An Alternative Therapy for MS

“Immune diseases, in general, are seen as being the same disease entity in Functional Medicine. The root is the same.”

Functional Medicine for MS

How Does Medicine Diagnose a Disease

When you go to your doctor with a complaint, in standard medicine the doctor “pairs away.” That is he or she will trim at different options and possibilities until they get to a diagnosis. Once a probable diagnosis is found, the doctor will confirm with further tests. Then, your doctor will look up the prescribed standard treatment for that diagnosis. This way of addressing disease never gets to the root of the complaint. Furthermore, it can make you more unhealthy.

We must remember that this is not an infection or virus we need to get rid of. This is something your body shouldn’t be doing in the first place, and the why of it is, is not explored in standard medicine. So, what can be making you unhealthy?

Discovering What Caused Multiple Sclerosis

In Functional Medicine, the objective is to understand the root of the dysregulation.  And then support re-establishing health. The cause of the disease can be many. Functional medicine looks for possible causes in our physical environment and psychological environment. It explores foods, toxins, medication, and genetics. But it also looks at psychosocial causes as well. These causes include adverse childhood experiences (ACE), the stress of your mother during pregnancy, toxic relationships, work environment, grief and loss, coping skills, and lack of a supportive community.

The psychosocial causes also include antecedents (your family history) and triggers. In the case of triggers, functional medical doctors explore triggers that might have occurred at the onset of your MS and before each exacerbation. Events such as a big move, a marriage breakup, bereavement, or changing to a more stressful job can all act as triggers. Functional Medicine does not consider multiple sclerosis to be caused by these triggers, only activated – a spring that was already wound up too tight.

The Functional Medicine Matrix

Functional Medicine Matrix reviews all the areas that can produce imbalances in the system. Things such as a leaky gut, microbiota, hormones, lymphatic system, toxicity, energy, inflammation, infection as well as lifestyle.

In the middle of the matrix are the psycho-mental-emotional-spiritual aspects. The practitioner is interested in what sort of challenges you’ve experienced and what kind of support you have. Challenges such as “Are you taking care of an aging parent?” “Are you worried about a grandchild in a challenging situation?” “Did you have or witness abusive as a child?” Also, “Can you connect with a higher power, and is that part of your life?” These psycho-mental-emotional-spiritual aspects have been shown in research to be a very important component in modulating your immune response.

“We need to learn to process everything the world throws out at us”

Functional Medicine Timeline

Functional Medicine looks for the root of immune diseases such as MS all the way back to childhood as well as what is happening now. Both then and now can be contributing to your multiple sclerosis and to the existence of undesirable T-cell clones.

The Functional Medicine Timeline is a tool that helps the practitioner review and collects information. Questions include:

  • family history
  • the state of your mother before birth (was she over-stressed?)
  • type of birth
  • if you were breastfed
  • if you took antibiotics at a young age
  • if there was abuse in childhood
  • medications, even as presumably mild as Advil.

All of these aspects could be contributed to the MS.

Functional Medicine for Multiple Sclerosis

“Take away what needs to be taken away. Put back what needs to be put back.”

With multiple sclerosis, everything that is driving inflammation has to be attended to. Two key areas an FM practitioner will begin with a client with MS are: testing for leaky gut and levels of vitamin D.

A Functional Medicine for Multiple Sclerosis first consultation will look something like this:

  1. Review and fill-in in detail the Functional Medicine Timeline and Matrix
  2. Do basic tests such as 25-Hydroxy vitamin D3 blood test and THF4.
  3. Test for leaky gut. One way to test for leaky gut is Zonulin. If this is elevated, you have leaky gut. If you have a leaky gut it’s important to treat it as its like pouring starter fluid on an open flame.
  4. Check the health of your gut’s microbiome through stool and flora testing.
  5. Conduct a standard neurological examination

Functional Medicine for Multiple Sclerosis – An In-Depth View

Resources

This presentation was given by Dr. Dawn Motyka at the MS Self-Help Group in Santa Cruz, California.  For more information and to find a local Functional Medicine practitioner, visit the Institute of Functional Medicine.

For research on the relationship between your gut flora, multiple sclerosis, and inflammation.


### WORK ITEM
In the entries below, count each line where "ring" appears. Give the total and nothing more.

### RECORDED INFORMATION
______
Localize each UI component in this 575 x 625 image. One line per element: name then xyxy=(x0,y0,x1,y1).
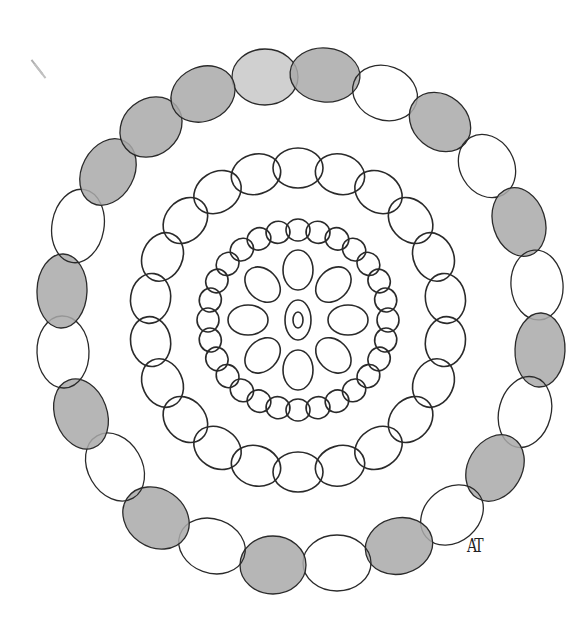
middle-oval xyxy=(405,352,462,414)
petal xyxy=(228,305,268,335)
inner-oval xyxy=(338,234,370,266)
outer-oval xyxy=(303,535,371,591)
middle-oval xyxy=(347,418,411,479)
center-oval xyxy=(285,300,311,340)
petal xyxy=(238,331,287,380)
middle-oval xyxy=(405,226,462,288)
petal xyxy=(283,250,313,290)
middle-oval xyxy=(379,189,442,253)
middle-oval-ring xyxy=(127,148,469,492)
petal xyxy=(309,331,358,380)
inner-oval xyxy=(226,374,258,406)
petal xyxy=(283,350,313,390)
middle-oval xyxy=(134,226,191,288)
outer-oval-shaded xyxy=(359,510,439,582)
center-oval-inner xyxy=(293,312,303,328)
outer-oval-ring xyxy=(36,45,567,594)
outer-oval-shaded xyxy=(288,45,362,105)
outer-oval-shaded xyxy=(514,312,567,388)
middle-oval xyxy=(154,189,217,253)
petal xyxy=(328,305,368,335)
outer-oval-shaded xyxy=(454,424,536,512)
outer-oval-shaded xyxy=(240,536,306,594)
middle-oval xyxy=(379,388,442,452)
middle-oval xyxy=(134,352,191,414)
middle-oval xyxy=(186,162,250,223)
mandala-drawing xyxy=(0,0,575,625)
center-oval-outer xyxy=(285,300,311,340)
outer-oval-shaded xyxy=(397,80,482,164)
inner-oval xyxy=(212,248,244,280)
petal xyxy=(309,260,358,309)
outer-oval-shaded xyxy=(44,371,117,456)
outer-oval-shaded xyxy=(36,253,89,329)
outer-oval-shaded xyxy=(232,49,298,105)
middle-oval xyxy=(154,388,217,452)
outer-oval xyxy=(508,248,566,322)
middle-oval xyxy=(186,418,250,479)
petal xyxy=(238,260,287,309)
outer-oval-shaded xyxy=(483,181,554,264)
middle-oval xyxy=(347,162,411,223)
flower-petals xyxy=(228,250,368,390)
outer-oval-shaded xyxy=(111,474,202,562)
artist-signature: AT xyxy=(467,536,482,557)
inner-oval xyxy=(352,360,384,392)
______
### RESPONSE FOR THIS EXERCISE
2